5 min
Onoda - 10,000 Nights in the Jungle, a film by Arthur Harari
Director Arthur Harari's second feature looks back at the astonishing tale of Hirō Onoda, a Japanese officer who refused to surrender in 1945 and remained entrenched on the island of Lubang until 1974.
Siblings
Born into a family steeped in cinema (he is the grandson of actor Clément Harari), Arthur Harari studied at the University of Paris 8 - Saint-Denis with documentary filmmaker Claire Simon. After several shorts and a medium-length film (La Main sur la gueule, 2007), Arthur Harari released his first feature film, Dark Inclusion in 2016. In this atypical crime thriller, actor Niels Schneider plays an idle young man who sets out to take revenge on his Antwerp diamond merchant family following the death of his father. Once again Arthur Harari has chosen to work with his two brothers, Lucas Harari, illustrator, and Tom Harari, director of photography.
The last soldier
Onoda - 10,000 Nights in the Jungle, presented at Cannes as the opening film in the Un Certain Regard section, is a nearly three-hour fresco that tells the story of Hirō Onoda, the most famous of the "Japanese holdouts". These soldiers refused to surrender following Japan's capitulation in 1945. Leading a handful of men, Hirō Onoda reigned terror for nearly thirty years on the Philippine island of Lubang, leading his own guerilla war against the local authorities and causing the death of some thirty peasants. Revered in Japan for his tenacity and dedication to Japanese values, it was not until 1974 that a written order from the emperor, delivered by his former commander, convinced Onoda to surrender.
Filming in Japanese
Shot in Cambodia with an all-Japanese cast, Onoda - 10,000 Nights in the Jungle required special care in translation and rehearsals with the actors, performing in a language the director does not speak. Arthur Harari was also careful to give his film a transnational dimension, so that the great themes that run through it - self-sacrifice, heroism and fanaticism - are seen solely through the prism of the values of Japanese society. He has achieved this by ensuring his film has a timeless aspect, favouring sober shooting techniques and acting.
The diehards
Onoda - 10,000 Nights in the Jungle deals with a phenomenon that has fascinated the whole world, and Japan in particular, to this day: the "Japanese holdouts". Scattered on islands in the Pacific, cut off from the world and obeying the last orders they received - to survive and resist at all costs - a great many soldiers of the Imperial Army continued to fight for years after the end of the Second World War, in isolation or in small groups. Elusive and mysterious, sometimes viewed as heroes, they have been elevated to the rank of tourist attraction since the 1970s.
Onoda - 10,000 Nights in the Jungle was supported by the Aide aux cinémas du monde fund in 2017. This Institut français programme provides support to foreign film-makers for film projects co-produced with France, whether they be feature-length fiction, animated films or creative documentaries.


DIRECTIONS FOR THIS TASK: A single number is the expected answer: the count of lines in the listing that hold the word "micrograph".

MATERIAL PROVIDED:
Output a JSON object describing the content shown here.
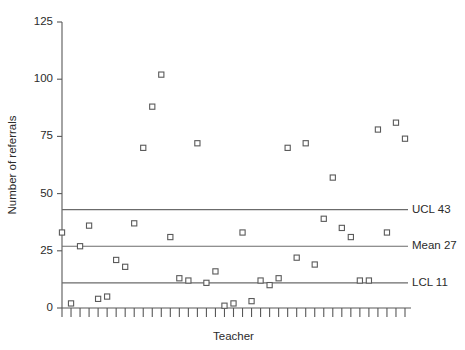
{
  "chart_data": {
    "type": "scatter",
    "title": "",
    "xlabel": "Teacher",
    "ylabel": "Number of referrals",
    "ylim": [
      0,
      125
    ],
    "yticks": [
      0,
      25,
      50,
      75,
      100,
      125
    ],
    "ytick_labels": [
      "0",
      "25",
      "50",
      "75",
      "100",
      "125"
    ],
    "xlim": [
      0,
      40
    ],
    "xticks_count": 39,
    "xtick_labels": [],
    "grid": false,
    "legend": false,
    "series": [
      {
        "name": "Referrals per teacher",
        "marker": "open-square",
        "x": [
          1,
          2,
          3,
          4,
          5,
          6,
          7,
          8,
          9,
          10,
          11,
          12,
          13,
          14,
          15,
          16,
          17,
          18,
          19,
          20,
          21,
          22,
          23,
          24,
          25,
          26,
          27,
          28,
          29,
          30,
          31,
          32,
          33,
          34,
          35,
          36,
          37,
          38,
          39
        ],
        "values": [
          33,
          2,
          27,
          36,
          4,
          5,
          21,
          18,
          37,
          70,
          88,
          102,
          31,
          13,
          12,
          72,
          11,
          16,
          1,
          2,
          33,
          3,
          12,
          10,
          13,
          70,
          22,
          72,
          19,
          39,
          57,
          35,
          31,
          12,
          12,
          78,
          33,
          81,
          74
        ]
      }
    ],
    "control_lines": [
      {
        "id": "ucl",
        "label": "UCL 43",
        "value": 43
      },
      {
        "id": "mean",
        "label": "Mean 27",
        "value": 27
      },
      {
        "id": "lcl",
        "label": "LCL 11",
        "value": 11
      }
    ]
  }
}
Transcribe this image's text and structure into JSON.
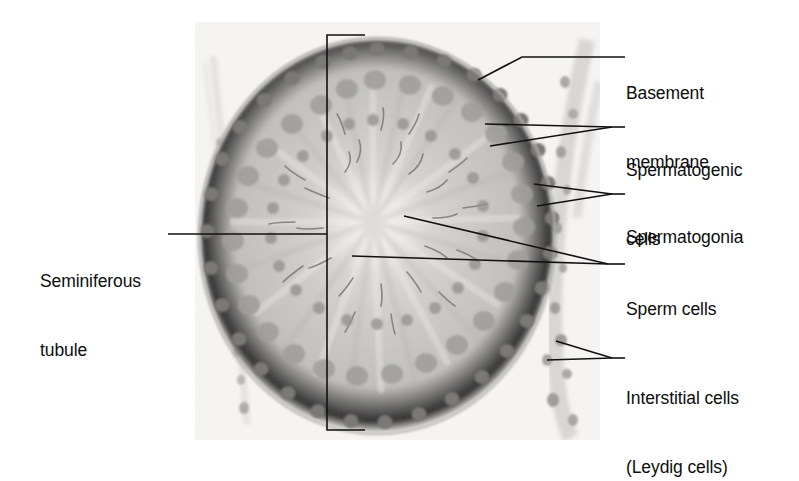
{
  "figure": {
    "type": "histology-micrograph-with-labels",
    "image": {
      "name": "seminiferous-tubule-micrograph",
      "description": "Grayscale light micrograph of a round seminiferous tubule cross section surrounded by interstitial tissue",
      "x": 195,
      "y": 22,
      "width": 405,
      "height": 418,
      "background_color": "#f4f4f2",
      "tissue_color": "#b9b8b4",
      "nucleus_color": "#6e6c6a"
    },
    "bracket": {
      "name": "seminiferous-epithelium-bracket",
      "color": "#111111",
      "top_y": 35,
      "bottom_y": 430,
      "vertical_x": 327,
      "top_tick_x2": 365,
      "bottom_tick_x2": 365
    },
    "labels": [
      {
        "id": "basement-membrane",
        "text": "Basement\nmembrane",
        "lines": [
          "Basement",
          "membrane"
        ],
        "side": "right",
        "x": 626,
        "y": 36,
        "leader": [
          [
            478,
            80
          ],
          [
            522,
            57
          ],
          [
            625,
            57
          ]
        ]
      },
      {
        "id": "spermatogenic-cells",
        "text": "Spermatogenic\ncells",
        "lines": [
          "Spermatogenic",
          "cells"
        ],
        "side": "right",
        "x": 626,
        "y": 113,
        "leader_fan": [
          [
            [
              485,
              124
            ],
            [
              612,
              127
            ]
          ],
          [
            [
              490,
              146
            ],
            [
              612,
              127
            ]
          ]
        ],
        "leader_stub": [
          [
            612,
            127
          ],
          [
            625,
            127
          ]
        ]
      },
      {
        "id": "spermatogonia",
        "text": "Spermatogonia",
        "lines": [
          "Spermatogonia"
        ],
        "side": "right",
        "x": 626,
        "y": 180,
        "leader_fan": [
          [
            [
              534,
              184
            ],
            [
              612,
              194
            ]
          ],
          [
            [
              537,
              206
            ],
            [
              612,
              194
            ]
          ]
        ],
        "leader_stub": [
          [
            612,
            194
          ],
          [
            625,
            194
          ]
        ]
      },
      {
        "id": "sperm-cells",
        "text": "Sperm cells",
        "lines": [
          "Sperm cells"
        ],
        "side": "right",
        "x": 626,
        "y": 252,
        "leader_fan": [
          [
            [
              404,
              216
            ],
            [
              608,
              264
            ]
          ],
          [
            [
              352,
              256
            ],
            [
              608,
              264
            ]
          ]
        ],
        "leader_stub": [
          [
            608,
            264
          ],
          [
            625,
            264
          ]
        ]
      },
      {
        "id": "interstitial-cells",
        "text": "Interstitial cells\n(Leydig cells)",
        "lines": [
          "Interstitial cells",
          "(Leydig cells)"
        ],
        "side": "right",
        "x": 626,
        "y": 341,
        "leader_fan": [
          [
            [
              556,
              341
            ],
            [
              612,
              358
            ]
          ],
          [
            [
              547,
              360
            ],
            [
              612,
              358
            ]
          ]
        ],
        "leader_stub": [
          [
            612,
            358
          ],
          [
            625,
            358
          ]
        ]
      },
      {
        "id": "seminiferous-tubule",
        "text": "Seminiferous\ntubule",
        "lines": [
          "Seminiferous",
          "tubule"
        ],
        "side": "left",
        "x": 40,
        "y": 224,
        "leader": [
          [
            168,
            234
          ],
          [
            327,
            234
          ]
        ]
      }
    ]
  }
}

* * *

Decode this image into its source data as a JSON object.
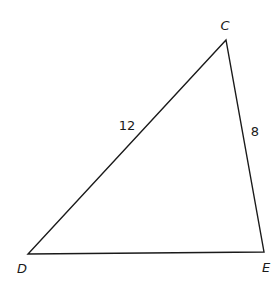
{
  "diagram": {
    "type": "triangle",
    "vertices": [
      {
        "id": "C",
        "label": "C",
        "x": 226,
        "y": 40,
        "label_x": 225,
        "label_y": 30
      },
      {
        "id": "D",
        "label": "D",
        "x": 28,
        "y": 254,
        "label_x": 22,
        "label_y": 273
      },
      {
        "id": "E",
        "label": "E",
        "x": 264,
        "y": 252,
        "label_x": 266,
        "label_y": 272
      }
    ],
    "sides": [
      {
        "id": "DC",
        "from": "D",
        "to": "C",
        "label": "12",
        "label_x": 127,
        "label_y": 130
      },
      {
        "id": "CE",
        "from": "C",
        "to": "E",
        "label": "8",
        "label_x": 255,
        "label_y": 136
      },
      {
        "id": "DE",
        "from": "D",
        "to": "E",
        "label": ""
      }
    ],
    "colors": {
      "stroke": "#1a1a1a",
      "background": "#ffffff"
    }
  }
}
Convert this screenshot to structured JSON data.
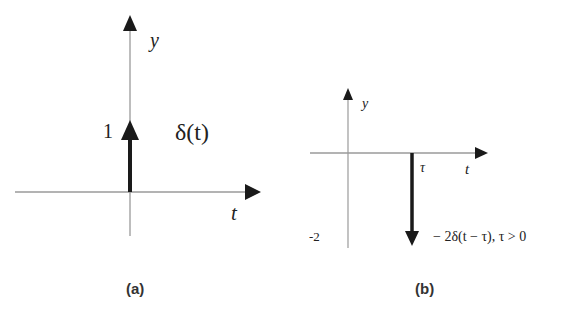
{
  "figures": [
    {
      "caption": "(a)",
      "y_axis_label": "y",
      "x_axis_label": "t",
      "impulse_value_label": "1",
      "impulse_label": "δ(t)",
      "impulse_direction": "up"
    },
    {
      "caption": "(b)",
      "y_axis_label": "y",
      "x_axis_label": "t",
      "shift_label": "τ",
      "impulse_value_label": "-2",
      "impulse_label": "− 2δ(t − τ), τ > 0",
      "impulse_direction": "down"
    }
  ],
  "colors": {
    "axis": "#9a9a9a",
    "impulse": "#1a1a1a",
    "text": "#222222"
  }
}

REPLY: 3